The Rape of Medusa, and Why That’s Relevant Today
Did you know that according to greek mythology, Medusa was not always the hideous snake wielding, stone-turning monster we all learned about in school? She started out as a beautiful, youthful priestess (the highest honor a woman could have at the time) in the temple of Athena. Poseidon, who Athena had a thing for, decided he wanted to have Medusa, and when Medusa declined his advances, raped her in Athena’s temple.
Athena heard about this, instead of blaming Poseidon for being an asshole, she blamed Medusa, and turned Medusa into that horrible creature we all know. The one Perseus eventually killed. But before he killed her, Medusa was exiled to the island of Cisthene because she kept turning everyone she looked at to stone. And then she was mercilessly hunted by man after man, who wanted to kill her for the power of her eyes.
Medusa – a young girl who was raped by Poseidon one of the most powerful Gods on the planet. And then punished for it, and turned into a monster hunted by even more men who wanted her ability to turn people into stone, and eventually killed by another.
What does this say about the culture at the time? And what does that say for us now? That this story is in our collective conscious, as well as our scholarly one. And what message are we sharing with our children, when the story is changed (to protect their sensibilities), to say that Athena was angry Medusa seduced Poseidon and desecrated Athena’s sacred temple and her job as a virgin priestess.
On another level, it reminds me very much of what happens to women in countries with muslim governments when they are raped. The rapist isn’t necessarily punished, but women can be jailed, whipped or worse (stoned to death). All for being the victim of rape. In Saudi Arabia for example, women are jailed for being raped unless they have multiple eye witnesses that insist rape, not sex outside of marriage, occurred. This is exactly what happened with Medusa when Athena, instead of asking what happened, simply assumed Medusa because of her great beauty must have seduced Poseidon. Even though it would make no sense to do so inside the very temple Medusa was honored to be a priestess of.
Medusa, like the Magdalena, has been maligned for millennia. Let’s hope that the women of the world, will not allow the same to keep continuing to our sisters in countries run by any form of Sharia or Islamic-muslim law.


• Exercise details: Leaving out the images, reproduce every line of the data that follows exactly.

___ Provided data

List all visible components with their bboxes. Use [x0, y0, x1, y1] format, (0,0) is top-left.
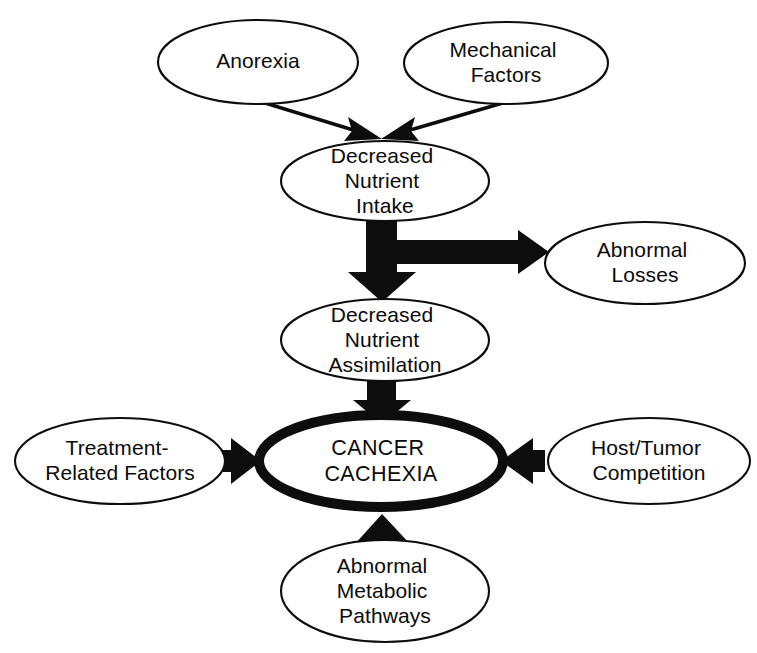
arrow-intake-to-abnormal-losses	[395, 230, 549, 274]
diagram-canvas: Anorexia Mechanical Factors Decreased Nu…	[0, 0, 757, 653]
node-mechanical-factors[interactable]: Mechanical Factors	[404, 22, 608, 104]
node-decreased-nutrient-intake[interactable]: Decreased Nutrient Intake	[281, 141, 489, 221]
node-anorexia-label: Anorexia	[216, 49, 300, 72]
node-anorexia[interactable]: Anorexia	[158, 20, 358, 104]
node-abnormal-losses[interactable]: Abnormal Losses	[545, 222, 745, 304]
arrow-anorexia-to-intake	[252, 99, 382, 141]
node-abnormal-metabolic-pathways[interactable]: Abnormal Metabolic Pathways	[281, 540, 489, 642]
node-abnormal-metabolic-pathways-label: Abnormal Metabolic Pathways	[337, 554, 434, 627]
arrow-mechanical-factors-to-intake	[381, 100, 513, 141]
cancer-cachexia-diagram: Anorexia Mechanical Factors Decreased Nu…	[0, 0, 757, 653]
node-cancer-cachexia[interactable]: CANCER CACHEXIA	[259, 415, 503, 507]
node-treatment-related-factors[interactable]: Treatment- Related Factors	[15, 418, 225, 504]
node-decreased-nutrient-assimilation[interactable]: Decreased Nutrient Assimilation	[281, 299, 489, 381]
node-decreased-nutrient-assimilation-label: Decreased Nutrient Assimilation	[328, 303, 441, 376]
node-host-tumor-competition[interactable]: Host/Tumor Competition	[548, 418, 750, 504]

______

• Answer section:
List all visible components with their bboxes. Use [x0, y0, x1, y1] format, (0,0) is top-left.
arrow-intake-to-abnormal-losses	[395, 230, 549, 274]
diagram-canvas: Anorexia Mechanical Factors Decreased Nu…	[0, 0, 757, 653]
node-mechanical-factors[interactable]: Mechanical Factors	[404, 22, 608, 104]
node-decreased-nutrient-intake[interactable]: Decreased Nutrient Intake	[281, 141, 489, 221]
node-anorexia-label: Anorexia	[216, 49, 300, 72]
node-anorexia[interactable]: Anorexia	[158, 20, 358, 104]
node-abnormal-losses[interactable]: Abnormal Losses	[545, 222, 745, 304]
arrow-anorexia-to-intake	[252, 99, 382, 141]
node-abnormal-metabolic-pathways[interactable]: Abnormal Metabolic Pathways	[281, 540, 489, 642]
node-abnormal-metabolic-pathways-label: Abnormal Metabolic Pathways	[337, 554, 434, 627]
arrow-mechanical-factors-to-intake	[381, 100, 513, 141]
cancer-cachexia-diagram: Anorexia Mechanical Factors Decreased Nu…	[0, 0, 757, 653]
node-cancer-cachexia[interactable]: CANCER CACHEXIA	[259, 415, 503, 507]
node-treatment-related-factors[interactable]: Treatment- Related Factors	[15, 418, 225, 504]
node-decreased-nutrient-assimilation[interactable]: Decreased Nutrient Assimilation	[281, 299, 489, 381]
node-decreased-nutrient-assimilation-label: Decreased Nutrient Assimilation	[328, 303, 441, 376]
node-host-tumor-competition[interactable]: Host/Tumor Competition	[548, 418, 750, 504]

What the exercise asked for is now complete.